The First Cut Is The Deepest

I fell in love for the first time at seventeen. It was a late summer night bathed by the light of a sky full of stars. A nip of autumn was teasing the air as a bonfire burned in the distance. I hid with him in a field of maize and he kissed me there, the smell of damp earth floating up beneath us.

When I was small I found my father’s record albums stashed away in a closet underneath the stairs to our basement. Bands like Chicago, Steely Dan, and Herman’s Hermits graced the cardboard covers of these long-forgotten treasures. The most colorful one of them all was an album titled “Cat Stevens Greatest Hits” all in capital letters. A blue sky speckled with clouds was the backdrop against a flag flying with the image of a bearded man with tousled hair and symbols I did not recognize.

I found an old record player nearby covered in yellow vinyl upholstery that had started to peel away from the particle board box. The electronics inside seemed to all be in place so I plugged the cord stretching from the yellow box into the wall just outside the closet where these things had been found.

I placed the black round record on the circular table inside the box and flipped the switch. The record began to spin and gently, I placed the needle on the turning record. Those first heavy strums of an acoustic guitar playing “Wild World” hit my ears and I fell in love, but only a little bit this time.

When Dane kissed me there in the cornfield on that warm August night, I thought this would be my last first kiss.

A month later, when United Airlines Flight 175 struck the south tower of the World Trade Center, the country knew this was no accident. People had died. People were dying and even more would soon be in the sort of peril never before witnessed on American soil. We lost our innocence that day, or at least whatever innocence we still possessed after more than two hundred years of white washing over the genocidal sins of our forefathers. The last residential “indian” school only just closed in the 1970s. I did not learn that from the education I received at a government school. I had to wonder if Cat Stevens knew just how wild the world was when he released that song in 1970.

Oh, baby baby its a wild world. It’s not just hard – it is impossible to get by just upon a smile. This world is cold, and cruel, and dark. Most of the universe is empty space and most of humanity is selfish, bitter, and hateful. How can anyone still remember the innocence of a child?

The western world went to war and Dane broke my young heart. A few months later, he showed up at my doorstep with a dozen roses and an apology. I think he was scared as he was about to deploy for combat in Afghanistan. Having a girl back home missing him and wanting him to come back could make the difference between life and death out there in the sandbox. I could not give him forgiveness because the damage had already been done. The first cut is the deepest.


Gather up every line from the entries below that uses the word "pixels".

_Data extracts_:
+++

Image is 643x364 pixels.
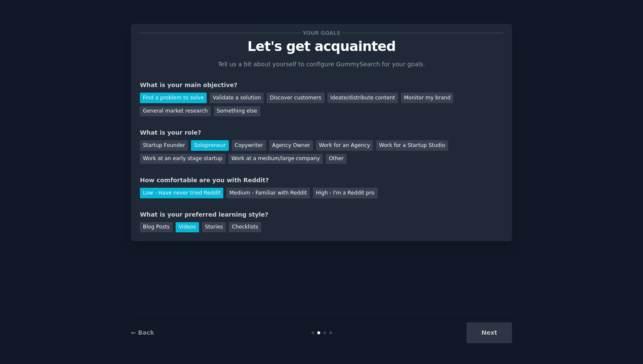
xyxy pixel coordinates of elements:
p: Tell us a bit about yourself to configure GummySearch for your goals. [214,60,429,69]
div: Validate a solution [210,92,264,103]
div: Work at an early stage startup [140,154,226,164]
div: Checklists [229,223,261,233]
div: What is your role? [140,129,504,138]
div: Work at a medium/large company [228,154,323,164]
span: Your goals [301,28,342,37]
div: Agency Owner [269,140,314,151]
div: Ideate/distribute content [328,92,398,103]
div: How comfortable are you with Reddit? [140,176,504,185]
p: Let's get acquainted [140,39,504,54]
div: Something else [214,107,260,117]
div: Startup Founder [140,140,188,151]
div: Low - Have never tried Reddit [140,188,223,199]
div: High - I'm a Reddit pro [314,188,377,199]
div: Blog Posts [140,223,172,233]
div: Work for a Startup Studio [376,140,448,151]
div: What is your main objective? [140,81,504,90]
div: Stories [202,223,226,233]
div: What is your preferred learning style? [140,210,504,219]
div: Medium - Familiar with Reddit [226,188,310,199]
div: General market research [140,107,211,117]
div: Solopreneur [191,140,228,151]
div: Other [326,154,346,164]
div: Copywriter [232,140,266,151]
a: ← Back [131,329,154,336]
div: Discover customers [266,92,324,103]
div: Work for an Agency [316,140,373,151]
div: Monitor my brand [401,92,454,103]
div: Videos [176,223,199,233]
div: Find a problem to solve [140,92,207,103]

+++

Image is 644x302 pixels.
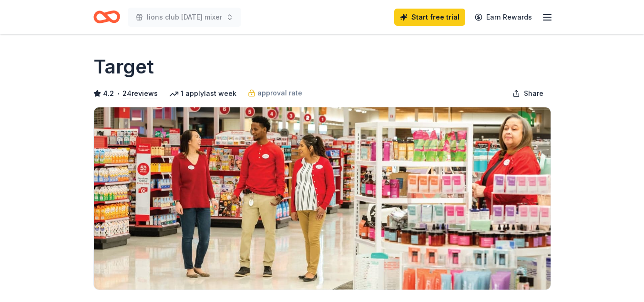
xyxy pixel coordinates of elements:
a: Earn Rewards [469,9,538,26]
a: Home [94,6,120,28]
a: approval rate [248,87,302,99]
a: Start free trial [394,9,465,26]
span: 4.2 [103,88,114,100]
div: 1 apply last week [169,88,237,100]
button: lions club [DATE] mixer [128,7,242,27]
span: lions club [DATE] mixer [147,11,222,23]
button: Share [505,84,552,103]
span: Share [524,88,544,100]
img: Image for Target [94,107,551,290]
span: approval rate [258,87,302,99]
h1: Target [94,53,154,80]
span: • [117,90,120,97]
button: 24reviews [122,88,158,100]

+++

_Solution below_:
Image is 643x364 pixels.
Image is 644x302 pixels.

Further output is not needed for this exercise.